Thomas Edward Knowles Stansfield

Thomas Edward Knowles Stansfield
Born1862 (1862)
Died19 February 1939(1939-02-19) (aged 76–77)
NationalityBritish
Alma materOwens College, Manchester
University of Edinburgh (MB)
Occupations
Spouse(s)(1) Mary Caroline Dever (d. 1926)
(2) Marie Effremoff (d.1973)

Thomas Edward Knowles Stansfield, CBE (1862 – 19 February 1939) was a British pathologist of mental illnesses and medical officer. The son of a leather merchant from Todmorden, Stansfield trained in Medicine at the University of Edinburgh and graduated (MB) in 1889 with an interest in pathology. Shortly afterwards he took up a junior position at London County Council's Banstead Asylum, where he set about improving working practices and establishing a laboratory. He rose quickly through the ranks, and was appointed Senior Assistant Medical Officer at the new Claybury Asylum in 1893. Five years later, he was transferred to Bexley Mental Hospital as Superintendent, serving there until he retired in 1921.

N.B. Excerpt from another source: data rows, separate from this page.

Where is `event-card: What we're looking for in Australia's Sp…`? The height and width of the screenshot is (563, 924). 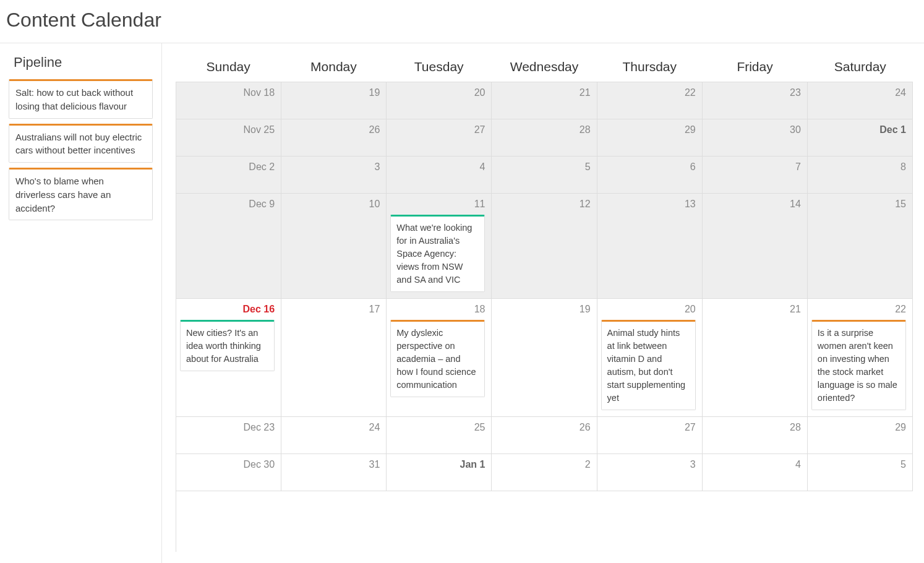 event-card: What we're looking for in Australia's Sp… is located at coordinates (438, 254).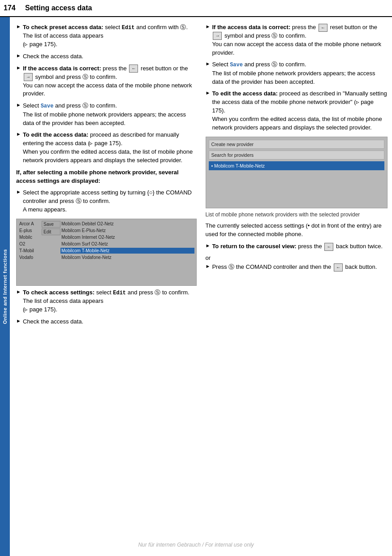 This screenshot has height=556, width=392. Describe the element at coordinates (58, 8) in the screenshot. I see `page-title: Setting access data` at that location.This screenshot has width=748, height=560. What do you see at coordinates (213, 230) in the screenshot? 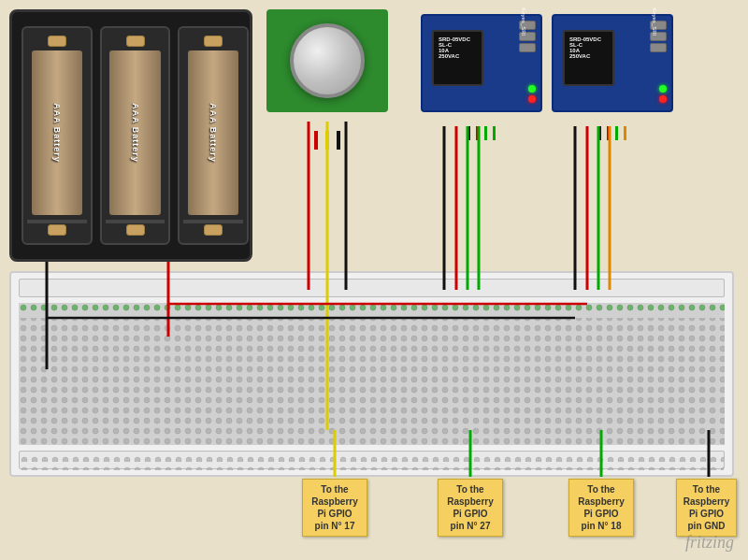
I see `battery-3-terminal-bottom` at bounding box center [213, 230]. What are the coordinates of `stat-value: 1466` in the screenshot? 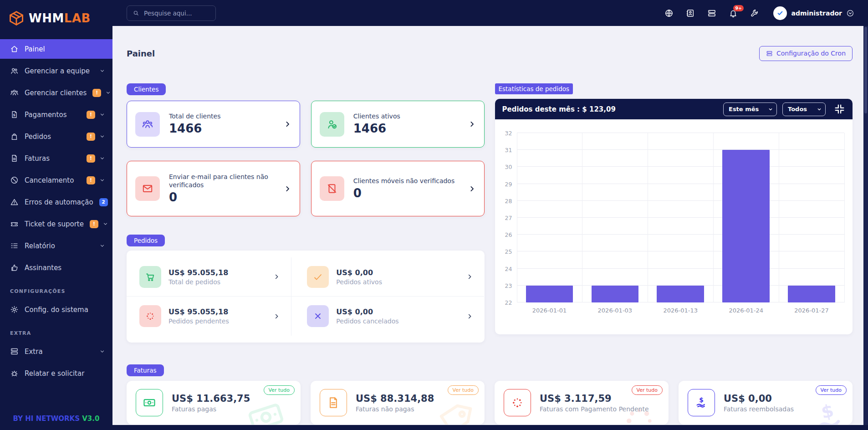 It's located at (195, 128).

Inspired by German and American examples, he successfully asked the council to construct a system of villas at Bexley, advocated the separate treatment of acute and chronic cases, and introduced parole-style rewards for 'industrious' patients. Like some of his earlier administrative innovations, villas became popular and inspired similar designs elsewhere. Stansfield also served in the Royal Army Medical Corps during World War I, and as a consultant on nervous diseases to the Eastern Command. Although he was appointed a CBE in the 1919 Birthday Honours for his war work, historians have drawn attention to his scepticism about shell shock, his attitudes towards eugenics and heredity, and his potentially misogynistic views about medical officers marrying. He nonetheless married twice, settling with his first wife at a house in Wimbledon where he enjoyed tending to the gardens; after her death, he married a second time in 1929 and moved to a villa in Sanremo, Italy, where he lived out his retirement.